Robert J. Shiller, Sterling Professor of Economics, Yale University, USA at the Annual Meeting 2017 of the World Economic Forum in Davos, January 19, 2017

Copyright by World Economic Forum / Christian Clavadetscher

Chief Superintendent John O’Hare, commander of Greater Manchester Police’s Rochdale Division took to the streets alongside his officers this week (6/9/10) to help residents ensure their homes and vehicles were secure.

The officers were checking for unlocked doors and windows of houses and property left on display in vehicles.

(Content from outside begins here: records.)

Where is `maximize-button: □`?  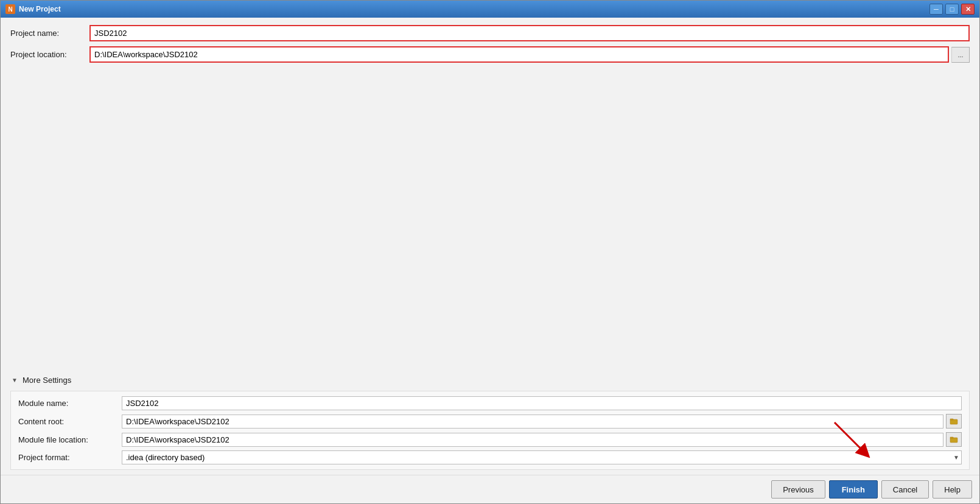 maximize-button: □ is located at coordinates (952, 9).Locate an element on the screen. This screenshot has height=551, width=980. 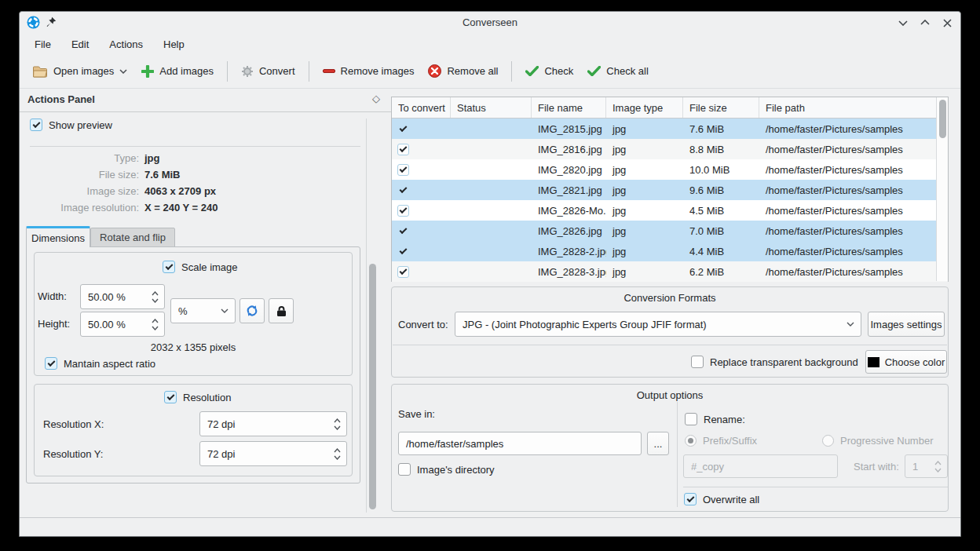
color-swatch is located at coordinates (873, 363).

When such insecurities where found the officers posted footprint shaped advice cards warning residents of the risks they were running.

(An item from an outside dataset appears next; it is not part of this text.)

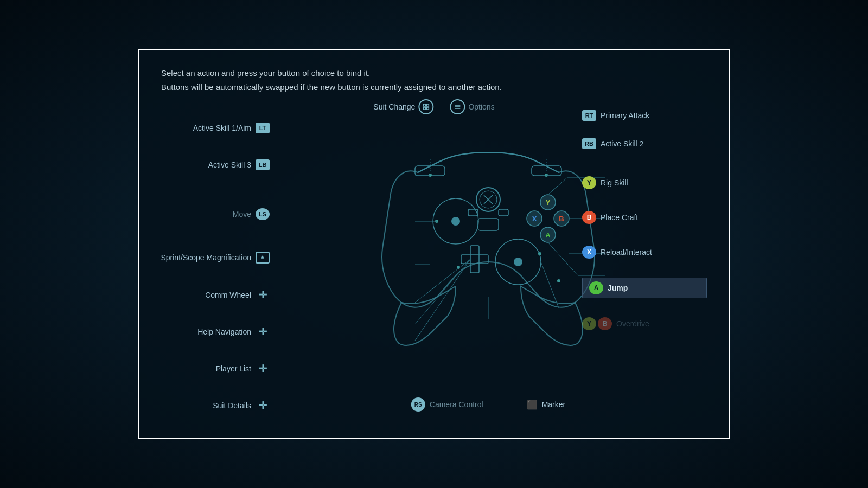 The image size is (868, 488). What do you see at coordinates (644, 144) in the screenshot?
I see `active-skill-2-binding: RB Active Skill 2` at bounding box center [644, 144].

The officers were also offering residents face-to-face security advice.

 

For security advice please visit our website.

www.gmp.police.uk

   

Police in Middleton are using balloons to crackdown on burglary.

 

Supported by volunteers from the community, officers from Greater Manchester Police’s Middleton Neighbourhood Policing Team (NPT) are putting helium balloons through open windows and doors in the area, to tackle insecurity burglaries.

 

The balloons are attached to a card which says ‘Why am I here?’. The reverse of the card gives the reason, with a warning to close windows and doors or have your treasured items burgled.

 

Police Community Support Officers are then visiting the householder to offer to conduct a Home Security Assessment. During this assessment, any vulnerable parts of the house are identified and advice about locks and security is given. Those taking part in the assessment will also be encouraged to ‘like’ the NPT’s new Facebook page for further information about crime and policing in their area.

 

Houses that do not have any open doors or windows will receive a leaflet congratulating them but also giving further advice about avoiding burglary.

 

The number of insecurity-related burglaries tends to increase during the summer months as the warmer weather encourages people to leave their windows open.

 

Superintendent John Graves from GMP’s Rochdale Division, said: “This is community empowerment in action - local people getting involved in the fight against crime, working alongside the police to help their neighbours protect their property and be safer.

 

“The greater the forces of decency and honesty, the bigger impact we will have - and seeing local people volunteering, becoming more involved, and just getting stuck in is an inspiration to us all.

 

“We know that around one in three burglaries happen because of insecurity - a window left open, a door left unlocked and thieves will hunt for this. This initiative is about warning decent people of the threat, and encouraging them to Lock it or lose it!